Findings from NAHT’s latest member survey into school inspection in England highlight the crisis within the current inspection system. The Rethinking School Inspection: Delivering fair, proportionate and humane school accountability report shows how Ofsted’s current inspection model is not just having a hugely detrimental effect on school leaders and their staff, it is also failing pupils and parents.
NAHT argues that the appointment of a new chief inspector for schools is not just timely, it also represents a moment of significant opportunity – an opportunity to stop and think about how we want school inspection to operate in this country and the perfect opportunity to create a fair, proportionate and humane system of inspection that works for everyone.

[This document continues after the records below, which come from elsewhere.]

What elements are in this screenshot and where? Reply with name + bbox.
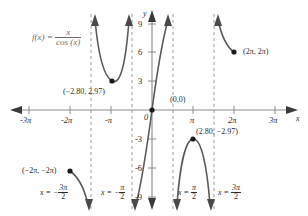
graph-figure: f(x) = x cos (x) -3π -2π -π π 2π 3π 9 6 …	[0, 0, 308, 216]
y-tick-label-3: 3	[138, 77, 142, 86]
asymptote-label-neg-pi-2-prefix: x = −	[101, 188, 119, 197]
asymptote-label-neg-3pi-2-denominator: 2	[58, 193, 68, 201]
point-marker-endpoint-upper-right	[231, 49, 236, 54]
asymptote-label-neg-3pi-2: x = −3π2	[40, 184, 68, 202]
asymptote-label-3pi-2-fraction: 3π2	[231, 184, 241, 202]
asymptote-label-neg-pi-2: x = −π2	[101, 184, 125, 202]
point-marker-local-min-left	[109, 78, 114, 83]
y-axis-label: y	[143, 10, 147, 18]
curve-arrow-up-right	[214, 14, 222, 26]
x-axis-arrow-right	[286, 106, 298, 114]
function-label: f(x) = x cos (x)	[32, 28, 81, 48]
y-axis-arrow-down	[148, 198, 156, 210]
asymptote-label-neg-pi-2-denominator: 2	[119, 193, 125, 201]
x-tick-label-3pi: 3π	[269, 116, 278, 125]
asymptote-label-neg-pi-2-fraction: π2	[119, 184, 125, 202]
curve-branch-u-shape	[95, 20, 129, 82]
x-axis-label: x	[296, 115, 300, 123]
curve-arrow-down-left	[85, 199, 93, 211]
asymptote-label-pi-2: x = π2	[178, 184, 197, 202]
asymptote-label-neg-3pi-2-prefix: x = −	[40, 188, 58, 197]
point-marker-endpoint-lower-left	[67, 168, 72, 173]
curve-arrowheads	[85, 14, 222, 211]
x-axis-arrow-left	[10, 106, 22, 114]
x-tick-label--3pi: -3π	[20, 116, 31, 125]
asymptote-label-neg-3pi-2-fraction: 3π2	[58, 184, 68, 202]
point-label-endpoint-upper-right: (2π, 2π)	[243, 48, 268, 56]
asymptote-label-3pi-2-denominator: 2	[231, 193, 241, 201]
asymptote-label-pi-2-denominator: 2	[191, 193, 197, 201]
x-tick-label--2pi: -2π	[61, 116, 72, 125]
asymptote-label-3pi-2: x = 3π2	[218, 184, 241, 202]
y-axis-arrow-up	[148, 10, 156, 22]
function-label-lhs: f(x) =	[32, 32, 53, 42]
point-marker-origin	[149, 107, 154, 112]
y-tick-label--9: -9	[135, 193, 142, 202]
point-label-endpoint-lower-left: (−2π, −2π)	[22, 167, 56, 175]
point-label-local-min-left: (−2.80, 2.97)	[63, 88, 105, 96]
curve-arrow-up-center	[164, 14, 172, 26]
asymptote-label-pi-2-prefix: x =	[178, 188, 191, 197]
y-tick-label--3: -3	[135, 135, 142, 144]
y-tick-label-0: 0	[144, 113, 148, 122]
x-tick-label-pi: π	[190, 116, 194, 125]
point-label-origin: (0,0)	[170, 96, 185, 104]
function-label-fraction: x cos (x)	[55, 28, 81, 48]
asymptote-label-pi-2-fraction: π2	[191, 184, 197, 202]
curve-arrow-down-d	[207, 199, 215, 211]
function-label-denominator: cos (x)	[55, 38, 81, 47]
x-tick-label--pi: -π	[105, 116, 112, 125]
y-tick-label-9: 9	[138, 20, 142, 29]
point-marker-local-max-right	[190, 136, 195, 141]
curve-arrow-up-a	[91, 14, 99, 26]
y-tick-label-6: 6	[138, 48, 142, 57]
y-tick-label--6: -6	[135, 164, 142, 173]
asymptote-label-3pi-2-prefix: x =	[218, 188, 231, 197]
point-label-local-max-right: (2.80, −2.97)	[196, 128, 238, 136]
x-tick-label-2pi: 2π	[228, 116, 237, 125]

The report sets out the interim steps required to make inspection safer, alongside the longer-term reforms required to deliver a fair, proportionate and humane inspection system. It says that 'systemic reform of both Ofsted and inspection is required if we are to retain today’s school leaders, give parents the accurate information they need, and make school leadership an attractive career proposition for the future.'
Commenting on the report, NAHT general secretary Paul Whiteman said: “The tragic case of Ruth Perry last year shone a bright light on the desperate need for Ofsted reform. It has been immensely frustrating that the concerns of the education profession and the warnings raised by NAHT for so many years have fallen on deaf ears.